140. Stored Procedure Syntax
Maintaining Stored Procedures
CREATE PROCEDURE and CREATE FUNCTION
ALTER PROCEDURE and ALTER FUNCTION
DROP PROCEDURE and DROP FUNCTION
SHOW CREATE PROCEDURE and SHOW CREATE FUNCTION
SHOW PROCEDURE STATUS and SHOW FUNCTION STATUS
CALL
BEGIN ... END Compound Statement
DECLARE Statement
Variables in Stored Procedures
DECLARE Local Variables
Variable SET Statement
SELECT ... INTO Statement
Conditions and Handlers
DECLARE Conditions
DECLARE Handlers
Cursors
Declaring Cursors
Cursor OPEN Statement
Cursor FETCH Statement
Cursor CLOSE Statement
Flow Control Constructs
IF Statement
CASE Statement
LOOP Statement
LEAVE Statement
ITERATE Statement
REPEAT Statement
WHILE Statement

Stored procedures and functions are a new feature in MySQL version 5.0. A stored procedure is a set of SQL commands that can be stored in the server.
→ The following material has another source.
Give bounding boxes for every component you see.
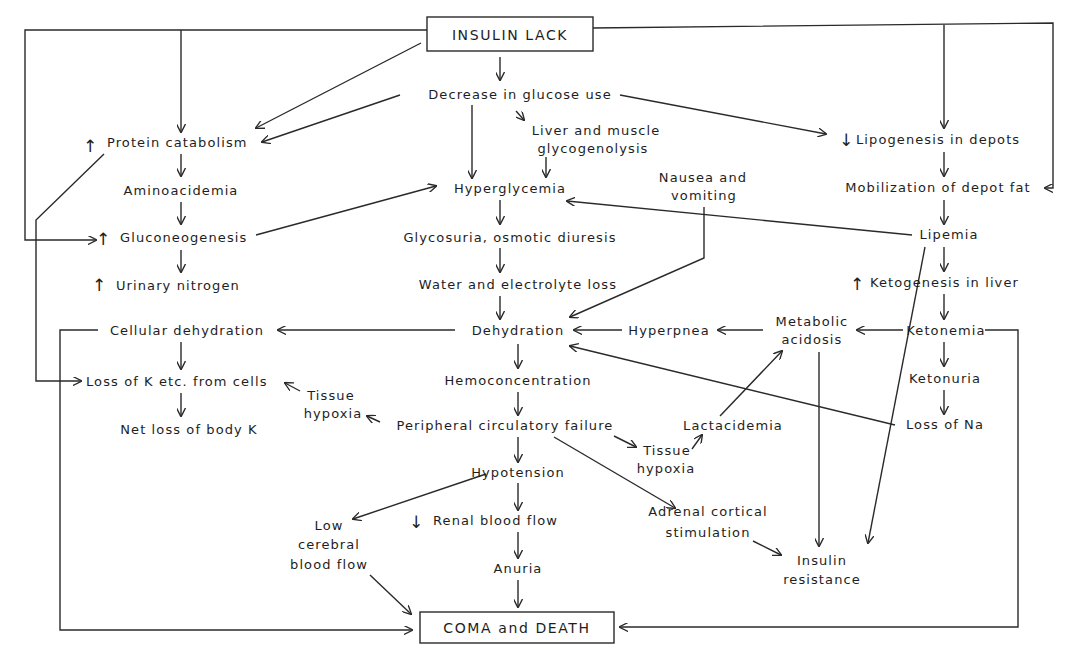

Once this has been done, clients don't need to keep re-issuing the individual commands but can refer to the stored procedure instead.

Stored procedures can provide improved performance as less information needs to be sent between the server and the client. The trade-off is that this does increase the load on the database server system, as more of the work is done on the server side and less on the client (application) side. And often, there are multiple client machines (such as web servers) but only one or a few database servers.

Stored procedures also allow you to have libraries of functions in the database server. However, modern application languages already allow such design internally with for instance classes, and using these client application language features is beneficial for the programmer even outside the scope of database use.

Situations where using stored procedures makes sense:

MySQL follows the SQL:2003 syntax for stored procedures, which is also used by IBM's DB2. Compatibility support for other stored procedure languages (PL/SQL, T-SQL) may be added later.

The MySQL implementation of stored procedures is still in progress. All syntax described in this chapter is supported and any limitations and extensions are documented where appropriate.

Stored procedures require the proc table in the mysql database. This table is created during the MySQL 5.0 installation procedure. If you are upgrading to MySQL 5.0 from an earlier version, be sure to update your grant tables to make sure the proc table exists. See Upgrading-grant-tables.